Saturday, April 13, 2013

D.C. City Council To Hold Hearings On Rhee Cheating Memo Revelations

Well, this is at least something:

The City Council in Washington will hold a hearing next week after a memo warning officials of cheating on standardized tests during the chancellorship of Michelle A. Rhee surfaced Thursday night. 

Allegations of cheating have dogged Ms. Rhee — now a lightning rod in education circles for her advocacy through StudentsFirst, a nonprofit group she founded — since an investigation by USA Today found high rates of erasures on standardized tests at a Washington elementary school. 

Although subsequent investigations by both the city’s inspector general and the federal Education Department concluded that widespread cheating had not occurred, a memo that said 191 teachers in 70 schools were “implicated in possible testing infractions” in 2008 has ignited calls for further inquiries. 

The memo, disclosed by John Merrow, the education correspondent for “NewsHour” on PBS, was written by a consultant hired by the Washington school system to investigate data that showed a high number of test answer sheets on which wrong answers had been erased and changed to correct answers. The memo, which Mr. Merrow said had been written by Fay G. Sanford, a consultant, offered a detailed discussion of a high number of erasures at Aiton Elementary School. But the memo noted that “Aiton is NOT the only school in this situation.” 

Ms. Rhee issued a statement saying that she did not recall receiving the memo. She added that both the city inspector general and the Education Department had already “reviewed the memo and confirmed my belief that there was no widespread cheating.” 

Blanche Bruce, the deputy inspector general in Washington, declined to comment on whether her office had reviewed the memo. 

A spokeswoman for the Education Department’s Office of Inspector General confirmed that the agency had reviewed the memo.

The Washington D.C. City Council hearing is a good start at getting to the bottom of this mess, but it certainly is not enough.

There have already been two limited investigations, and both were as ineffective at getting to the truth as Michelle Rhee claims most teachers are at teaching kids.

City Council hearings themselves may bring attention to the contradictions in Rhee's and Henderson's stories, they may bring a little more heat onto the principals involved, but they certainly won't move the story forward any.

But a criminal investigation will.

As Valerie Strauss wrote at The Answer Sheet:

The memo does not offer conclusive evidence that cheating occurred, but it literally begs for a thorough probe to be conducted — this time by investigators with subpoena powers.

The indictment of former Atlanta superintendent Beverly Hall and 34 other educators on test cheating charges — under a law used against mobsters — shows that the only way to get to the truth about these suspicions is by approaching it as a criminal case and sending in investigators who can subpoena witnesses. You don’t investigate criminal activity by going in and asking, “Did you cheat? Are you sure you didn’t cheat?” Everyone should have to testify under oath, including Rhee, who appears to have done her best to keep a lid on the allegations.

Unless Rhee and Henderson are interrogated under oath on what they knew about the cheating allegations, when they knew that information, and what they did about it, they are going to continue to evade and stonewall.

We have the blueprint for how to get to the bottom of a cheating scandal - do what they did in Atlanta and have an investigation that is run just the way Governor Sonny Perdue ran his in Atlanta, with special prosecutors and subpoena powers and a substantial budget that allows for a real investigation.

Anything other than that, and we know that the people in power in Washington D.C. municipal government, Congress and the Obama administration aren't interested in getting to the bottom of this.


§ Task prompt
Copy every line of the following data that includes the string "title".
/---
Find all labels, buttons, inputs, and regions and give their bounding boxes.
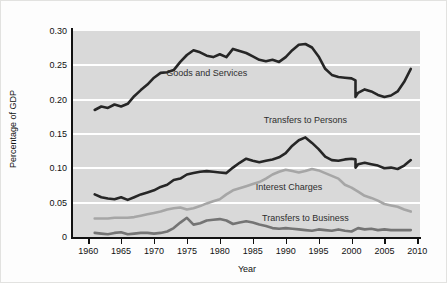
- x-tick-label: 1965: [104, 246, 138, 256]
- y-tick-label: 0.05: [33, 198, 67, 208]
- y-tick-label: 0.25: [33, 60, 67, 70]
- x-tick-label: 2000: [335, 246, 369, 256]
- series-label: Transfers to Persons: [264, 115, 347, 125]
- x-axis-title: Year: [229, 264, 265, 274]
- x-tick: [88, 239, 89, 244]
- x-tick: [417, 239, 418, 244]
- x-tick-label: 1960: [71, 246, 105, 256]
- chart-lines: [73, 31, 420, 237]
- x-tick: [220, 239, 221, 244]
- x-tick: [253, 239, 254, 244]
- series-label: Interest Charges: [256, 182, 323, 192]
- x-tick-label: 1985: [236, 246, 270, 256]
- x-axis-line: [71, 237, 421, 239]
- x-tick: [121, 239, 122, 244]
- x-tick-label: 2010: [400, 246, 434, 256]
- x-tick-label: 1990: [269, 246, 303, 256]
- x-tick-label: 1980: [203, 246, 237, 256]
- series-line: [95, 44, 411, 110]
- series-line: [95, 137, 411, 200]
- x-tick-label: 1995: [302, 246, 336, 256]
- y-tick-label: 0.10: [33, 163, 67, 173]
- series-label: Goods and Services: [166, 68, 247, 78]
- y-tick-label: 0.20: [33, 95, 67, 105]
- x-tick-label: 2005: [367, 246, 401, 256]
- x-tick-label: 1970: [137, 246, 171, 256]
- series-label: Transfers to Business: [262, 213, 349, 223]
- x-tick: [286, 239, 287, 244]
- y-axis-title: Percentage of GDP: [8, 69, 18, 189]
- y-tick-label: 0.15: [33, 129, 67, 139]
- series-line: [95, 218, 411, 235]
- x-tick: [319, 239, 320, 244]
- x-tick: [384, 239, 385, 244]
- chart-figure: Percentage of GDP Year 00.050.100.150.20…: [0, 0, 447, 283]
- y-tick-label: 0.30: [33, 26, 67, 36]
- y-axis-line: [71, 28, 73, 239]
- x-tick: [154, 239, 155, 244]
- x-tick-label: 1975: [170, 246, 204, 256]
- x-tick: [352, 239, 353, 244]
- x-tick: [187, 239, 188, 244]
- y-tick-label: 0: [33, 232, 67, 242]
\---
§ Written answer
- x-axis-title: Year: [229, 264, 265, 274]
- y-axis-title: Percentage of GDP: [8, 69, 18, 189]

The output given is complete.